If posting the 10 Commandments on government property favors religion, why should it matter for constitutional purposes whether the monument was erected yesterday, last year, 40 or 100 years ago?
In Van Orden v. Perry, the Supreme Court rejected an Establishment Clause challenge to a 10 Commandments monument situated on the grounds of the Texas state capitol. Among other relevant considerations, Justice Rehnquist cited the fact that Van Orden brought his challenge "forty years after the monument's erection and six years after [he] began to encounter the monument frequently." Justice Breyer added in his concurrence that "40 years passed in which the presence of this monument, legally speaking, went unchallenged (until the single legal objection raised by petitioner)," which to Breyer meant that the monument could not reasonably be understood to reflect religious favoritism.
More recently, a characteristically snide Justice Scalia, attempting to preempt the inevitable Establishment Clause challenge prompted by last week’s decision in Pleasant Grove v. Summum, said that the monument in that case "was erected in 1971, which means it is approaching its (momentous!) 40th anniversary." (Though I’m not sure Scalia thinks we still have an EC clause, so to him the monument’s age shouldn't’t matter).
Where does this rationale come from, and what does the level of religious "endorsement" have to do with the timing of a claim? It's comparing apples to toothpaste so far as I’m concerned, leaving thousands of aging but prominently displayed religious monuments immune from constitutional challenge.
And when, exactly, does this theory of "constitutional estoppel" as I’ll call it kick in? When the monument turns 40, 20, 15? In Van Orden, the six foot tall granite monolith was donated to the state in 1961. The petitioner filed suit forty years later in 2001, and 6 years after he first encountered the display on the capitol grounds. Had Van Orden filed suit on his first encounter in 1995, the monument still would have been 34 years old. Would that have made a difference?
Certainly 6 years can’t be the dividing line between a constitutional acknowledgment and unconstitutional endorsement, so are we to overlook the trappings of sectarian favoritism that accompany all but the most recent displays? This would make a nullity of the Establishment Clause by ceding the right of enforcement to a prior generation.
-Kathleen A. Bergin
What is wrong for picking an arbitrary number and attaching constitutional meaning? I think 25 years should be the anniversary that forecloses a constitutional challenge. See Grutter v. Bollinger, 539 U.S. 306 (2003)(opinion of O'Connor, J.)("We expect that 25 years from now, the use of racial preferences will no longer be necessary to further the interest approved today.").
Posted by: Michael Alexander | March 05, 2009 at 07:43 PM
O'Connor was making a pragmatic prediction: that society will have progressed to a point where diversity will have been achieved voluntarily, or through race-neutral means, such that race-based measures are no longer needed. In other words, its a change in actual future facts and circumstances that changes the constitutional equation.
I think EC claims are different. Forty years may have passed, but does nothing to dilute the message created by the placement, context, origin, etc. of a public religious display.
Posted by: Kathleen Bergin | March 05, 2009 at 11:19 PM
If you live by the sword, you have to die by the sword. If you think the meaning of the law can change over time, and it is up to a judge to determine the meaning of the law according to actual facts and circumstances - then you also have to believe the meaning of an inanimate object can change over time, and it can be up to a judge to determine the meaning of the object according to facts and circumstances. At a minimum I think you have to give up one of your two beliefs - either the affirmative action cases were wrongly decided, or the religious displays that have been around for a long time (and shifted meaning from a purely religous meaning) are allowed.
Posted by: Michael Alexander | March 06, 2009 at 02:09 AM
Mishaps are like knives that either serve us or cut us as we grasp them by the handle or blade. Do you understand?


**Action item**
All entries shown below should be duplicated character for character.

○ ○ ○ ○ ○ ○ ○

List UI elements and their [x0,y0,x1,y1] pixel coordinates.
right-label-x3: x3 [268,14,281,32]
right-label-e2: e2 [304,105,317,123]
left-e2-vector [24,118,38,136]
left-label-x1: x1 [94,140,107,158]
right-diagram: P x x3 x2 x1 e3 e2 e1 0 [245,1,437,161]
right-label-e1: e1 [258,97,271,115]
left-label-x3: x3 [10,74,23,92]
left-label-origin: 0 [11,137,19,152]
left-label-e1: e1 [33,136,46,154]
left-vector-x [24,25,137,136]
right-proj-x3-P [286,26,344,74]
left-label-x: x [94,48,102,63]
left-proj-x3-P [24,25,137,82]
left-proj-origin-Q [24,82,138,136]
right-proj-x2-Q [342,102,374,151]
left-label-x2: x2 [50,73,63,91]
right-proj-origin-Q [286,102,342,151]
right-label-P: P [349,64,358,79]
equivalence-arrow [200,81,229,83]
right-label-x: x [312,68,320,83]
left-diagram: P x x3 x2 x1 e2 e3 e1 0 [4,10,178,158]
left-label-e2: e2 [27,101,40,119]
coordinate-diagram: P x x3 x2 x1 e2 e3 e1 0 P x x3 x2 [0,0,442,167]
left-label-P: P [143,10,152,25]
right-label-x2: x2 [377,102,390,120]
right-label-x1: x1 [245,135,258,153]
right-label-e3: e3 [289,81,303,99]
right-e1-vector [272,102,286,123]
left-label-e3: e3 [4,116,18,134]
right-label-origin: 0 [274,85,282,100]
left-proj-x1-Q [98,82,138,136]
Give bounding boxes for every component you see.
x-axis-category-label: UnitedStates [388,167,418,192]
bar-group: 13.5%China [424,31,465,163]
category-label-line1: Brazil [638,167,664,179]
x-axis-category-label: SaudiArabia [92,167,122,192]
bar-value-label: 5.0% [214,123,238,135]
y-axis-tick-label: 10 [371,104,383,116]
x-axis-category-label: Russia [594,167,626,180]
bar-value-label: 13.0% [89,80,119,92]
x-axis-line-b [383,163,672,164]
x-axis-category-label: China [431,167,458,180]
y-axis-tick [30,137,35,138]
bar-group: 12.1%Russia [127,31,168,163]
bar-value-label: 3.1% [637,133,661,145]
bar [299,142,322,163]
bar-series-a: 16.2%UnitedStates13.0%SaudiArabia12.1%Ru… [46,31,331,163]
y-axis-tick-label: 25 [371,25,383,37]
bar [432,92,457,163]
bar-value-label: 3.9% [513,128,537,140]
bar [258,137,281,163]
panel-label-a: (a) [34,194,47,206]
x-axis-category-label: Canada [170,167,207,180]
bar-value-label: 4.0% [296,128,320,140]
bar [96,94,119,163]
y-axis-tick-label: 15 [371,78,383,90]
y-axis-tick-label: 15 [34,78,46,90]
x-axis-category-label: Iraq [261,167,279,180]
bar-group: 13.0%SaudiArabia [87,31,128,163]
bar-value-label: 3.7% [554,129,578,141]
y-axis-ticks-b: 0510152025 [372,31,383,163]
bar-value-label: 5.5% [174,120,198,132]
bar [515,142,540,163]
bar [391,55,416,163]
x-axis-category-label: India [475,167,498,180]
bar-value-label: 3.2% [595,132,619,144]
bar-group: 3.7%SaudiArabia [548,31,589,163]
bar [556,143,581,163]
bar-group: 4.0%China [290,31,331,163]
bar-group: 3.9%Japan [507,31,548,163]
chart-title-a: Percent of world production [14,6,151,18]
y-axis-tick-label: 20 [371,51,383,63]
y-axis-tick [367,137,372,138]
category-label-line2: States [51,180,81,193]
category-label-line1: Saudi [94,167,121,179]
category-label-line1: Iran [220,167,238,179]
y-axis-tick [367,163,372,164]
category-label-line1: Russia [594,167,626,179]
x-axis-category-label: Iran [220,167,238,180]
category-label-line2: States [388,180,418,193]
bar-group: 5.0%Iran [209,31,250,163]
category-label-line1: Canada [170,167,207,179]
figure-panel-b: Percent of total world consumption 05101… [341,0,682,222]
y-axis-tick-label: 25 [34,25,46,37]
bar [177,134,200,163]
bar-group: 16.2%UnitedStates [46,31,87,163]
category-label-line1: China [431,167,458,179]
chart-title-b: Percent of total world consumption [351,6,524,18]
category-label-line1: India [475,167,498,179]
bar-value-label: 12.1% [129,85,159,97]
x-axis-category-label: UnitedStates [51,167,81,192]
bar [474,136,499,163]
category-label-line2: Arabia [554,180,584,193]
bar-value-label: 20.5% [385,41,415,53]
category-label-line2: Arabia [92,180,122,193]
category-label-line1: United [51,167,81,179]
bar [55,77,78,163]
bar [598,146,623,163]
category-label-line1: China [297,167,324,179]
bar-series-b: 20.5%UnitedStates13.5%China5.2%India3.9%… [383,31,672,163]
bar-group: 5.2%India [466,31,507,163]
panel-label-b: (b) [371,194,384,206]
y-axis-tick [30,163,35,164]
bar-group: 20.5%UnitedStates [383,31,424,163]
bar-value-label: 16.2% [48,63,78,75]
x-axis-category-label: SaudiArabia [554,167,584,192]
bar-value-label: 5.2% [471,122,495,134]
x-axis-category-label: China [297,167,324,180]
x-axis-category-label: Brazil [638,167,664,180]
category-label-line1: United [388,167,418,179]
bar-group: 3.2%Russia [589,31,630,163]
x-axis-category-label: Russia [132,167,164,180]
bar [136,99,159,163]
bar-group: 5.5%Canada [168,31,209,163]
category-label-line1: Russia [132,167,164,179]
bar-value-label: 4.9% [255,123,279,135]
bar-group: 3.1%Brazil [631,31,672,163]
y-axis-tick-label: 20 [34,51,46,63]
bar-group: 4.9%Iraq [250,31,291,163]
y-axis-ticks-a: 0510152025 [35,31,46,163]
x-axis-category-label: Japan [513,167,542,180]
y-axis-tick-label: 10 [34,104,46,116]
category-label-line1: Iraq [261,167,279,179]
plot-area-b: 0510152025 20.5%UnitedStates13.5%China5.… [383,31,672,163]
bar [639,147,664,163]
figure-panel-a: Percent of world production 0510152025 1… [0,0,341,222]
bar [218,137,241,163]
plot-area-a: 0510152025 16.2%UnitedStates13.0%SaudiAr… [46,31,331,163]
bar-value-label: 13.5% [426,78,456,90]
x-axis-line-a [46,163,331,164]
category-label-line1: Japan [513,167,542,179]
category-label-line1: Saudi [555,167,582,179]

○ ○ ○ ○ ○ ○ ○

**Task result**
List UI elements and their [x0,y0,x1,y1] pixel coordinates.
right-label-x3: x3 [268,14,281,32]
right-label-e2: e2 [304,105,317,123]
left-e2-vector [24,118,38,136]
left-label-x1: x1 [94,140,107,158]
right-diagram: P x x3 x2 x1 e3 e2 e1 0 [245,1,437,161]
right-label-e1: e1 [258,97,271,115]
left-label-x3: x3 [10,74,23,92]
left-label-origin: 0 [11,137,19,152]
left-label-e1: e1 [33,136,46,154]
left-vector-x [24,25,137,136]
right-proj-x3-P [286,26,344,74]
left-label-x: x [94,48,102,63]
left-proj-x3-P [24,25,137,82]
left-proj-origin-Q [24,82,138,136]
right-proj-x2-Q [342,102,374,151]
left-label-x2: x2 [50,73,63,91]
right-proj-origin-Q [286,102,342,151]
right-label-P: P [349,64,358,79]
equivalence-arrow [200,81,229,83]
right-label-x: x [312,68,320,83]
left-diagram: P x x3 x2 x1 e2 e3 e1 0 [4,10,178,158]
left-label-e2: e2 [27,101,40,119]
coordinate-diagram: P x x3 x2 x1 e2 e3 e1 0 P x x3 x2 [0,0,442,167]
left-label-P: P [143,10,152,25]
right-label-x2: x2 [377,102,390,120]
right-label-x1: x1 [245,135,258,153]
right-label-e3: e3 [289,81,303,99]
right-e1-vector [272,102,286,123]
left-label-e3: e3 [4,116,18,134]
right-label-origin: 0 [274,85,282,100]
left-proj-x1-Q [98,82,138,136]
Give bounding boxes for every component you see.
x-axis-category-label: UnitedStates [388,167,418,192]
bar-group: 13.5%China [424,31,465,163]
category-label-line1: Brazil [638,167,664,179]
x-axis-category-label: SaudiArabia [92,167,122,192]
bar-value-label: 5.0% [214,123,238,135]
y-axis-tick-label: 10 [371,104,383,116]
x-axis-category-label: Russia [594,167,626,180]
bar-value-label: 13.0% [89,80,119,92]
x-axis-line-b [383,163,672,164]
x-axis-category-label: China [431,167,458,180]
y-axis-tick [30,137,35,138]
bar-group: 12.1%Russia [127,31,168,163]
bar-value-label: 3.1% [637,133,661,145]
bar [299,142,322,163]
bar-series-a: 16.2%UnitedStates13.0%SaudiArabia12.1%Ru… [46,31,331,163]
y-axis-tick-label: 25 [371,25,383,37]
bar [432,92,457,163]
bar-value-label: 3.9% [513,128,537,140]
bar [258,137,281,163]
panel-label-a: (a) [34,194,47,206]
x-axis-category-label: Canada [170,167,207,180]
bar-value-label: 4.0% [296,128,320,140]
bar [96,94,119,163]
y-axis-tick-label: 15 [371,78,383,90]
y-axis-tick-label: 15 [34,78,46,90]
x-axis-category-label: Iraq [261,167,279,180]
bar-group: 13.0%SaudiArabia [87,31,128,163]
bar-value-label: 3.7% [554,129,578,141]
y-axis-ticks-b: 0510152025 [372,31,383,163]
bar-value-label: 5.5% [174,120,198,132]
bar [515,142,540,163]
bar [391,55,416,163]
x-axis-category-label: India [475,167,498,180]
bar-value-label: 3.2% [595,132,619,144]
bar-group: 3.7%SaudiArabia [548,31,589,163]
bar [556,143,581,163]
bar-group: 4.0%China [290,31,331,163]
bar-group: 3.9%Japan [507,31,548,163]
chart-title-a: Percent of world production [14,6,151,18]
y-axis-tick-label: 20 [371,51,383,63]
y-axis-tick [367,137,372,138]
category-label-line2: States [51,180,81,193]
category-label-line1: Saudi [94,167,121,179]
category-label-line1: Iran [220,167,238,179]
y-axis-tick [367,163,372,164]
category-label-line1: Russia [594,167,626,179]
x-axis-category-label: Iran [220,167,238,180]
category-label-line2: States [388,180,418,193]
bar-group: 5.0%Iran [209,31,250,163]
category-label-line1: Canada [170,167,207,179]
figure-panel-b: Percent of total world consumption 05101… [341,0,682,222]
y-axis-tick-label: 25 [34,25,46,37]
bar [177,134,200,163]
bar-group: 16.2%UnitedStates [46,31,87,163]
category-label-line1: China [431,167,458,179]
chart-title-b: Percent of total world consumption [351,6,524,18]
category-label-line1: India [475,167,498,179]
bar-value-label: 12.1% [129,85,159,97]
x-axis-category-label: UnitedStates [51,167,81,192]
bar [474,136,499,163]
category-label-line2: Arabia [554,180,584,193]
bar-value-label: 20.5% [385,41,415,53]
category-label-line2: Arabia [92,180,122,193]
category-label-line1: United [51,167,81,179]
bar [55,77,78,163]
bar [598,146,623,163]
category-label-line1: China [297,167,324,179]
bar-series-b: 20.5%UnitedStates13.5%China5.2%India3.9%… [383,31,672,163]
bar-group: 5.2%India [466,31,507,163]
panel-label-b: (b) [371,194,384,206]
y-axis-tick [30,163,35,164]
bar-group: 20.5%UnitedStates [383,31,424,163]
bar-value-label: 16.2% [48,63,78,75]
x-axis-category-label: SaudiArabia [554,167,584,192]
bar-value-label: 5.2% [471,122,495,134]
x-axis-category-label: China [297,167,324,180]
x-axis-category-label: Brazil [638,167,664,180]
category-label-line1: United [388,167,418,179]
bar-group: 3.2%Russia [589,31,630,163]
x-axis-category-label: Russia [132,167,164,180]
bar [136,99,159,163]
bar-group: 5.5%Canada [168,31,209,163]
category-label-line1: Russia [132,167,164,179]
bar-value-label: 4.9% [255,123,279,135]
bar-group: 3.1%Brazil [631,31,672,163]
y-axis-tick-label: 20 [34,51,46,63]
bar-group: 4.9%Iraq [250,31,291,163]
y-axis-ticks-a: 0510152025 [35,31,46,163]
x-axis-category-label: Japan [513,167,542,180]
y-axis-tick-label: 10 [34,104,46,116]
category-label-line1: Iraq [261,167,279,179]
plot-area-b: 0510152025 20.5%UnitedStates13.5%China5.… [383,31,672,163]
bar [639,147,664,163]
figure-panel-a: Percent of world production 0510152025 1… [0,0,341,222]
bar [218,137,241,163]
plot-area-a: 0510152025 16.2%UnitedStates13.0%SaudiAr… [46,31,331,163]
bar-value-label: 13.5% [426,78,456,90]
x-axis-line-a [46,163,331,164]
category-label-line1: Japan [513,167,542,179]
category-label-line1: Saudi [555,167,582,179]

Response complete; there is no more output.